[python-committers] A different way to focus discussions

Gregory P. Smith greg at krypto.org
Fri May 18 19:46:00 EDT 2018


On Fri, May 18, 2018 at 3:28 PM Guido van Rossum <guido at python.org> wrote:

> Discussing PEPs on python-dev and python-ideas is clearly not scalable any
> more. (Even python-committers probably doesn't scale too well. :-)
>
> I wonder if it would make sense to require that for each PEP a new GitHub
> *repo* be created whose contents would just be a draft PEP and whose issue
> tracker and PR manager would be used to debate the PEP and propose specific
> changes.
>
> This way the discussion is still public: when the PEP-specific repo is
> created the author(s) can notify python-ideas, and when they are closer to
> submitting they can notify python-dev, but the discussion doesn't attract
> uninformed outsiders as much as python-{dev,ideas} discussions do, and it's
> much easier for outsiders who want to learn more about the proposal to find
> all relevant discussion.
>

overall I think this idea has merit.

flaws?  People who haven't yet given attention to the PEP over in its own
world are likely to spawn the same threads on -ideas or -dev when the PEP
is introduced there.

So long as something is public, there will always be outsiders. It also
seems like using a forum such as a repository full of PRs threads can lose
the discussion history as PRs are not a mailing list archive and can
disappear at the whim of the corporation hosting them.  But do we care
about that?  In theory all arguments and alternatives for/against are
_supposed_ to be captured into the PEP doc itself before it is accepted.

I do like the ability to have a technical code discussion in markdown as
PRs allow vs email.  But if there are 100 people chiming in, I doubt this
would make anything any easier to follow.

PEP authors may also choose to use a different repo hosting site, e.g.
> Bitbucket or GitLab. We can provide a script that allows checking the
> formatting of the PEP easily (basically pep2html.py from the peps repo).
>
> Using a separate repo per PEP has the advantage that people interested in
> a topic can subscribe to all traffic in that repo -- if we were to use the
> tracker of the peps repo you would have to subscribe to all peps traffic.
>

It sounds like your primary goals here are
 (a) to avoid PEP discussions on the -dev and -ideas mailing lists and
 (b) to have a central place for all discussions spawned from a specific
PEP instead of trying to piece together 18 centithreads with varying
subjects from python-* list archives.

I think (a) would happen at the start, and (b) would be true in this
scenario so it is probably worth a try.

I do expect (a) to overflow to the mailing list anyways at times.  But this
would give us the opportunity to redirect that away from the list.  It
should still be better than the common mailing list free for all we have
today.  It seems a bit more like a "working group" system. (which is what
Carol's description of Jupyter incubator reminds me of)

*repos* where PEP discussions take place could optionally be CPython forks
with an example implementation to eventually be used to construct the
ultimate PRs adding it if the PEP is accepted.


> Thoughts? (We can dogfood this proposal too, if there's interest. :-)
>

I'm all for picking a victom^Wvolunteer PEP to try dogfood it on.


Problem requirements ->
Read through the entries below and return each line with the word "JSON".

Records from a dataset
----------------

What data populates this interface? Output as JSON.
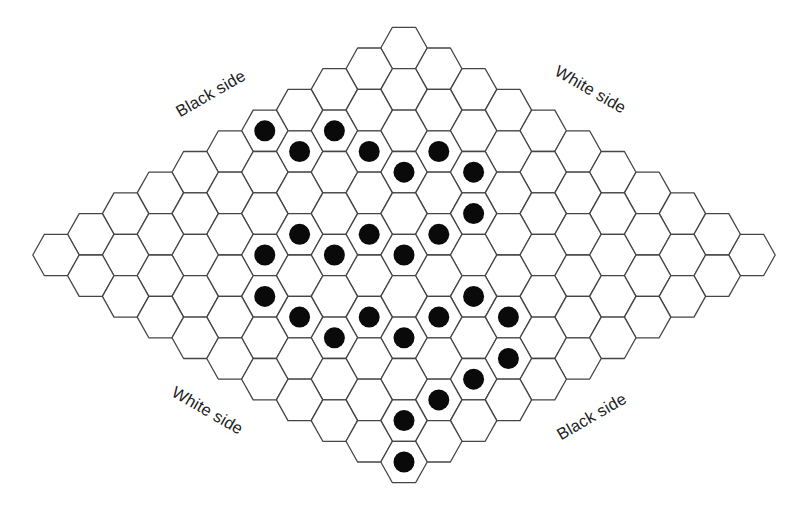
{
  "diagram": {
    "type": "hex-board",
    "board_size": 11,
    "geometry": {
      "top_cell_center": [
        404,
        48
      ],
      "step_dx": 34.8,
      "step_dy": 20.7,
      "hex_radius": 23.2,
      "hex_height": 41.4,
      "stone_radius": 10.5
    },
    "colors": {
      "background": "#ffffff",
      "grid_line": "#454545",
      "stone": "#0a0a0a",
      "label_text": "#222222"
    },
    "labels": [
      {
        "id": "top-left",
        "text": "Black side",
        "x": 210,
        "y": 93,
        "rotate": -30
      },
      {
        "id": "top-right",
        "text": "White side",
        "x": 590,
        "y": 89,
        "rotate": 30
      },
      {
        "id": "bottom-left",
        "text": "White side",
        "x": 207,
        "y": 410,
        "rotate": 30
      },
      {
        "id": "bottom-right",
        "text": "Black side",
        "x": 591,
        "y": 416,
        "rotate": -30
      }
    ],
    "stones": [
      {
        "color": "black",
        "i": 4,
        "j": 0
      },
      {
        "color": "black",
        "i": 4,
        "j": 1
      },
      {
        "color": "black",
        "i": 3,
        "j": 1
      },
      {
        "color": "black",
        "i": 3,
        "j": 2
      },
      {
        "color": "black",
        "i": 2,
        "j": 3
      },
      {
        "color": "black",
        "i": 3,
        "j": 3
      },
      {
        "color": "black",
        "i": 2,
        "j": 4
      },
      {
        "color": "black",
        "i": 3,
        "j": 5
      },
      {
        "color": "black",
        "i": 6,
        "j": 3
      },
      {
        "color": "black",
        "i": 5,
        "j": 4
      },
      {
        "color": "black",
        "i": 4,
        "j": 5
      },
      {
        "color": "black",
        "i": 7,
        "j": 3
      },
      {
        "color": "black",
        "i": 6,
        "j": 4
      },
      {
        "color": "black",
        "i": 5,
        "j": 5
      },
      {
        "color": "black",
        "i": 8,
        "j": 4
      },
      {
        "color": "black",
        "i": 5,
        "j": 7
      },
      {
        "color": "black",
        "i": 8,
        "j": 5
      },
      {
        "color": "black",
        "i": 7,
        "j": 6
      },
      {
        "color": "black",
        "i": 6,
        "j": 7
      },
      {
        "color": "black",
        "i": 5,
        "j": 8
      },
      {
        "color": "black",
        "i": 8,
        "j": 6
      },
      {
        "color": "black",
        "i": 7,
        "j": 7
      },
      {
        "color": "black",
        "i": 6,
        "j": 9
      },
      {
        "color": "black",
        "i": 7,
        "j": 9
      },
      {
        "color": "black",
        "i": 8,
        "j": 9
      },
      {
        "color": "black",
        "i": 9,
        "j": 9
      },
      {
        "color": "black",
        "i": 10,
        "j": 10
      }
    ]
  }
}
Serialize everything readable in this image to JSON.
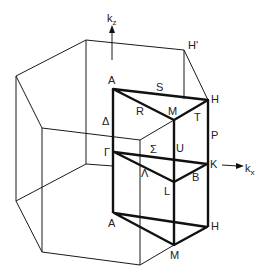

----------------

Result of this exercise ->
What data populates this interface? Output as JSON.
Serialize everything readable in this image to JSON.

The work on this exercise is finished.